Last week, the House of Representatives rightfully rejected a Republican tax bill marketed as middle-class relief but riddled with economic distortions, fiscal recklessness, and political pandering. Far from the principled reform the GOP once championed, this bill resembled a Democrat-style spending spree dressed up as tax policy—a chaotic patchwork of carve-outs, stealth tax hikes, and gimmickst hat should have never seen the light of day.
Let’s start with the core problem: this proposal violated every pillar of sound tax policy—simplicity, stability, neutrality, and transparency—while abandoning the economic growth agenda that true tax reform should advance.
A Tax Code Hijacked for Political Favoritism
Rather than fostering growth, the bill weaponized the tax code for redistribution and special-interest cronyism. It offered exemptions for tips and overtime pay, but only for workers earning under $160,000. This arbitrary cap invites confusion, gaming, and lobbying frenzies. Worse, the tip exemption applies only to jobs “traditionally and customarily tipped” before December 31, 2024—a vague standard that hands the Treasury Secretary unchecked power to pick winners and losers. This is not tax reform. It is tax policy as political payola — a race to see who can shout the loudest in K Street’s lobbying halls.
Another distortion: a deduction for auto loan interest, essentially a subsidy for the car industry. This handout does nothing to boost savings, investment, or productivity—the engines of economic growth—but instead fuels debt-driven consumption while offsetting the cost of misguided auto tariffs that shouldn’t exist in the first place.
Stealth Tax Hikes That Punish Success
The bill’s flaws deepen with its treatment of high earners. By capping itemized deductions for those in the 37% bracket—starting at $626,350 for singles and $751,600 for couples—it resurrects the discredited Pease limitation, wisely undone by the 2017 Tax Cuts and Jobs Act. That reform traded lower rates for fewer deductions, a fair bargain. This bill, however, keeps deductions for some while hiking effective rates for others, flouting transparency and neutrality.
Similarly, lifting the SALT deduction cap from $10,000 to $30,000 for couples—a rollback of another 2017 win—comes with a catch: partial clawbacks for earners above $400,000. This creates a convoluted rate cliff, distorting incentives and sowing confusion. Such bracket tinkering renders the tax code unstable and opaque, punishing success under the guise of “helping families.”
Deficit Deception and Entitlement Creep
How does the bill cover its costs? It doesn’t. Most provisions sunset in 2028, a cynical ploy to hide their true fiscal impact. Republicans once rightly lambasted Democrats for using phase-outs in the Build Back Better Act to mask entitlement bloat. Now, they’ve adopted the same sleight of hand.
The “MAGA account” —a $1,000 government payment for babies born before 2029—is a populist gimmick primed for expansion by future Democratic administrations. Likewise, the proposed child tax credit hike further transforms a once-targeted incentive into a sprawling income transfer, doing little to encourage work or savings. These measures aren’t tax cuts; they’re entitlement wolves in reformist sheep’s clothing.
A Fiscal and Intellectual Surrender
This bill is no tax policy—it’s a spending bill in disguise, using the tax code to redistribute wealth rather than unleash growth. Instead of broadening the base and lowering rates, it narrows the base, favors select groups, and sneaks in marginal rate hikes, all while widening the deficit. The Congressional Budget Office estimated that similar provisions could add $1 trillion to the debt over a decade, a burden the bill’s temporary sunsets only obscure.
Sound tax policy promotes growth, rewards effort, and respects fiscal discipline. This proposal fails on every count. Its rejection by the House spared the GOP—and the nation—from a grave misstep.
Let this be a lesson: true reform demands rigor, not political expediency. Turning the tax code into a Turkish bazaar of favors and gimmicks is no path to prosperity.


**TASK BRIEF:** Exclude the pictures and repeat all of the data exactly.

**TASK INPUTS:**
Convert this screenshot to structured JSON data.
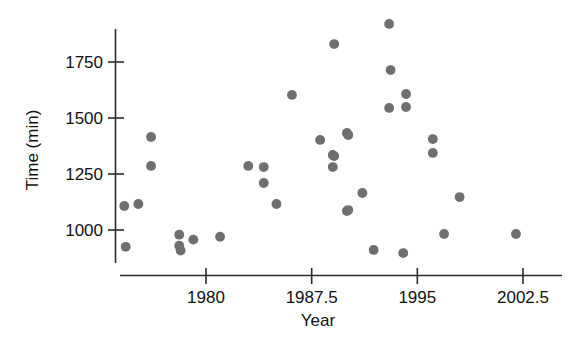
{
  "chart_data": {
    "type": "scatter",
    "title": "",
    "xlabel": "Year",
    "ylabel": "Time (min)",
    "xlim": [
      1973.0,
      2004.5
    ],
    "ylim": [
      860,
      1960
    ],
    "grid": false,
    "legend": "none",
    "marker": {
      "shape": "circle",
      "color": "#6f6f6f",
      "size": 6
    },
    "xticks": [
      1980,
      1987.5,
      1995,
      2002.5
    ],
    "xtick_labels": [
      "1980",
      "1987.5",
      "1995",
      "2002.5"
    ],
    "yticks": [
      1000,
      1250,
      1500,
      1750
    ],
    "ytick_labels": [
      "1000",
      "1250",
      "1500",
      "1750"
    ],
    "x": [
      1974.2,
      1974.3,
      1975.2,
      1976.1,
      1976.1,
      1978.1,
      1978.1,
      1978.2,
      1979.1,
      1981.0,
      1983.0,
      1984.1,
      1984.1,
      1985.0,
      1986.1,
      1988.1,
      1989.0,
      1989.0,
      1989.1,
      1989.1,
      1990.0,
      1990.0,
      1990.1,
      1990.1,
      1991.1,
      1991.9,
      1993.0,
      1993.0,
      1993.1,
      1994.0,
      1994.2,
      1994.2,
      1996.1,
      1996.1,
      1996.9,
      1998.0,
      2002.0
    ],
    "y": [
      1107,
      925,
      1116,
      1415,
      1286,
      979,
      930,
      908,
      957,
      970,
      1286,
      1281,
      1210,
      1116,
      1603,
      1402,
      1281,
      1335,
      1330,
      1830,
      1433,
      1085,
      1424,
      1089,
      1165,
      911,
      1920,
      1545,
      1714,
      897,
      1607,
      1549,
      1406,
      1344,
      982,
      1147,
      982
    ],
    "points": [
      {
        "x": 1974.2,
        "y": 1107
      },
      {
        "x": 1974.3,
        "y": 925
      },
      {
        "x": 1975.2,
        "y": 1116
      },
      {
        "x": 1976.1,
        "y": 1415
      },
      {
        "x": 1976.1,
        "y": 1286
      },
      {
        "x": 1978.1,
        "y": 979
      },
      {
        "x": 1978.1,
        "y": 930
      },
      {
        "x": 1978.2,
        "y": 908
      },
      {
        "x": 1979.1,
        "y": 957
      },
      {
        "x": 1981.0,
        "y": 970
      },
      {
        "x": 1983.0,
        "y": 1286
      },
      {
        "x": 1984.1,
        "y": 1281
      },
      {
        "x": 1984.1,
        "y": 1210
      },
      {
        "x": 1985.0,
        "y": 1116
      },
      {
        "x": 1986.1,
        "y": 1603
      },
      {
        "x": 1988.1,
        "y": 1402
      },
      {
        "x": 1989.0,
        "y": 1281
      },
      {
        "x": 1989.0,
        "y": 1335
      },
      {
        "x": 1989.1,
        "y": 1330
      },
      {
        "x": 1989.1,
        "y": 1830
      },
      {
        "x": 1990.0,
        "y": 1433
      },
      {
        "x": 1990.0,
        "y": 1085
      },
      {
        "x": 1990.1,
        "y": 1424
      },
      {
        "x": 1990.1,
        "y": 1089
      },
      {
        "x": 1991.1,
        "y": 1165
      },
      {
        "x": 1991.9,
        "y": 911
      },
      {
        "x": 1993.0,
        "y": 1920
      },
      {
        "x": 1993.0,
        "y": 1545
      },
      {
        "x": 1993.1,
        "y": 1714
      },
      {
        "x": 1994.0,
        "y": 897
      },
      {
        "x": 1994.2,
        "y": 1607
      },
      {
        "x": 1994.2,
        "y": 1549
      },
      {
        "x": 1996.1,
        "y": 1406
      },
      {
        "x": 1996.1,
        "y": 1344
      },
      {
        "x": 1996.9,
        "y": 982
      },
      {
        "x": 1998.0,
        "y": 1147
      },
      {
        "x": 2002.0,
        "y": 982
      }
    ]
  },
  "colors": {
    "marker": "#6f6f6f",
    "axis": "#2b2b2b",
    "text": "#111111",
    "background": "#ffffff"
  }
}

**RESULT:**
Convert this screenshot to structured JSON data.
{
  "chart_data": {
    "type": "scatter",
    "title": "",
    "xlabel": "Year",
    "ylabel": "Time (min)",
    "xlim": [
      1973.0,
      2004.5
    ],
    "ylim": [
      860,
      1960
    ],
    "grid": false,
    "legend": "none",
    "marker": {
      "shape": "circle",
      "color": "#6f6f6f",
      "size": 6
    },
    "xticks": [
      1980,
      1987.5,
      1995,
      2002.5
    ],
    "xtick_labels": [
      "1980",
      "1987.5",
      "1995",
      "2002.5"
    ],
    "yticks": [
      1000,
      1250,
      1500,
      1750
    ],
    "ytick_labels": [
      "1000",
      "1250",
      "1500",
      "1750"
    ],
    "x": [
      1974.2,
      1974.3,
      1975.2,
      1976.1,
      1976.1,
      1978.1,
      1978.1,
      1978.2,
      1979.1,
      1981.0,
      1983.0,
      1984.1,
      1984.1,
      1985.0,
      1986.1,
      1988.1,
      1989.0,
      1989.0,
      1989.1,
      1989.1,
      1990.0,
      1990.0,
      1990.1,
      1990.1,
      1991.1,
      1991.9,
      1993.0,
      1993.0,
      1993.1,
      1994.0,
      1994.2,
      1994.2,
      1996.1,
      1996.1,
      1996.9,
      1998.0,
      2002.0
    ],
    "y": [
      1107,
      925,
      1116,
      1415,
      1286,
      979,
      930,
      908,
      957,
      970,
      1286,
      1281,
      1210,
      1116,
      1603,
      1402,
      1281,
      1335,
      1330,
      1830,
      1433,
      1085,
      1424,
      1089,
      1165,
      911,
      1920,
      1545,
      1714,
      897,
      1607,
      1549,
      1406,
      1344,
      982,
      1147,
      982
    ],
    "points": [
      {
        "x": 1974.2,
        "y": 1107
      },
      {
        "x": 1974.3,
        "y": 925
      },
      {
        "x": 1975.2,
        "y": 1116
      },
      {
        "x": 1976.1,
        "y": 1415
      },
      {
        "x": 1976.1,
        "y": 1286
      },
      {
        "x": 1978.1,
        "y": 979
      },
      {
        "x": 1978.1,
        "y": 930
      },
      {
        "x": 1978.2,
        "y": 908
      },
      {
        "x": 1979.1,
        "y": 957
      },
      {
        "x": 1981.0,
        "y": 970
      },
      {
        "x": 1983.0,
        "y": 1286
      },
      {
        "x": 1984.1,
        "y": 1281
      },
      {
        "x": 1984.1,
        "y": 1210
      },
      {
        "x": 1985.0,
        "y": 1116
      },
      {
        "x": 1986.1,
        "y": 1603
      },
      {
        "x": 1988.1,
        "y": 1402
      },
      {
        "x": 1989.0,
        "y": 1281
      },
      {
        "x": 1989.0,
        "y": 1335
      },
      {
        "x": 1989.1,
        "y": 1330
      },
      {
        "x": 1989.1,
        "y": 1830
      },
      {
        "x": 1990.0,
        "y": 1433
      },
      {
        "x": 1990.0,
        "y": 1085
      },
      {
        "x": 1990.1,
        "y": 1424
      },
      {
        "x": 1990.1,
        "y": 1089
      },
      {
        "x": 1991.1,
        "y": 1165
      },
      {
        "x": 1991.9,
        "y": 911
      },
      {
        "x": 1993.0,
        "y": 1920
      },
      {
        "x": 1993.0,
        "y": 1545
      },
      {
        "x": 1993.1,
        "y": 1714
      },
      {
        "x": 1994.0,
        "y": 897
      },
      {
        "x": 1994.2,
        "y": 1607
      },
      {
        "x": 1994.2,
        "y": 1549
      },
      {
        "x": 1996.1,
        "y": 1406
      },
      {
        "x": 1996.1,
        "y": 1344
      },
      {
        "x": 1996.9,
        "y": 982
      },
      {
        "x": 1998.0,
        "y": 1147
      },
      {
        "x": 2002.0,
        "y": 982
      }
    ]
  },
  "colors": {
    "marker": "#6f6f6f",
    "axis": "#2b2b2b",
    "text": "#111111",
    "background": "#ffffff"
  }
}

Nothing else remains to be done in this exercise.